In the early 1930s, America was hit by a devastating economic depression. It was a challenging time of injustice and suffering, very much like today. In response, Dorothea Lange left her San Francisco portrait studio to photograph her community and everyday people. Lange felt that she needed to do something about the crisis. Her camera was her only available tool to document what she saw.
These photographs were taken by Lange in San Francisco, 1934. The photos show a stenographer wearing her mended stockings. She holding it together with dignity during the harshest times. It is so poignant to see how Lange recognized the power of that image; it will be a lesson for centuries to come.
Dorothea Lange’s empathetic black-and-white photographs are among the most iconic documents of 20th-century American life. Lange is most famous for her intimate portraits of marginal American subjects; she captured life during the Great Depression, pioneering the use of documentary photography as a force for social change. Her photograph Migrant Mother, Nipomo, California (1936), which depicts the titular migrant harvest worker and her children, may be her most recognizable image.
Lange studied photography at Columbia University and initially worked as a studio photographer. In 1941, she became the first woman to be awarded a Guggenheim Fellowship. Her work belongs in the collections of the Museum of Modern Art, the Whitney Museum of American Art, the Los Angeles County Museum of Art, and the Oakland Museum of California. Lange also co-founded the photography magazine Aperture.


Exercise: The required result is each line of the entries below containing the string "ticks".

[Dataset listings of figures]
■ ■ ■
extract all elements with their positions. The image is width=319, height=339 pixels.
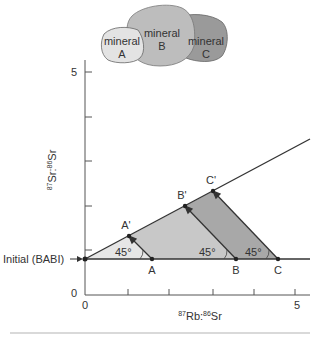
- y-ticks: [85, 72, 92, 250]
- mineral-a-id: A: [118, 48, 126, 60]
- y-tick-0: 0: [71, 287, 77, 299]
- angle-label-b: 45°: [199, 246, 216, 258]
- initial-arrow-icon: [70, 256, 83, 262]
- mineral-a-label: mineral: [104, 35, 140, 47]
- y-tick-5: 5: [71, 66, 77, 78]
- x-tick-0: 0: [82, 299, 88, 311]
- mineral-b-id: B: [158, 40, 165, 52]
- point-b-prime-label: B': [177, 189, 186, 201]
- mineral-c-id: C: [202, 48, 210, 60]
- x-axis-label: 87Rb:86Sr: [178, 310, 222, 322]
- point-c-prime-label: C': [206, 174, 216, 186]
- x-tick-5: 5: [294, 299, 300, 311]
- angle-label-a: 45°: [115, 246, 132, 258]
- angle-label-c: 45°: [245, 246, 262, 258]
- mineral-c-label: mineral: [188, 35, 224, 47]
- mineral-b-label: mineral: [144, 27, 180, 39]
- point-c-label: C: [274, 264, 282, 276]
- point-a-label: A: [148, 264, 156, 276]
- x-ticks: [128, 289, 295, 295]
- point-a-prime-label: A': [121, 219, 130, 231]
- mineral-cluster: mineral A mineral B mineral C: [101, 5, 227, 66]
- point-b-label: B: [232, 264, 239, 276]
- initial-babi-label: Initial (BABI): [3, 253, 64, 265]
- y-axis-label: 87Sr:86Sr: [46, 149, 58, 190]
- isochron-diagram: mineral A mineral B mineral C 5 0 0 5 87…: [0, 0, 319, 339]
■ ■ ■
Exercise answer:
- y-ticks: [85, 72, 92, 250]
- x-ticks: [128, 289, 295, 295]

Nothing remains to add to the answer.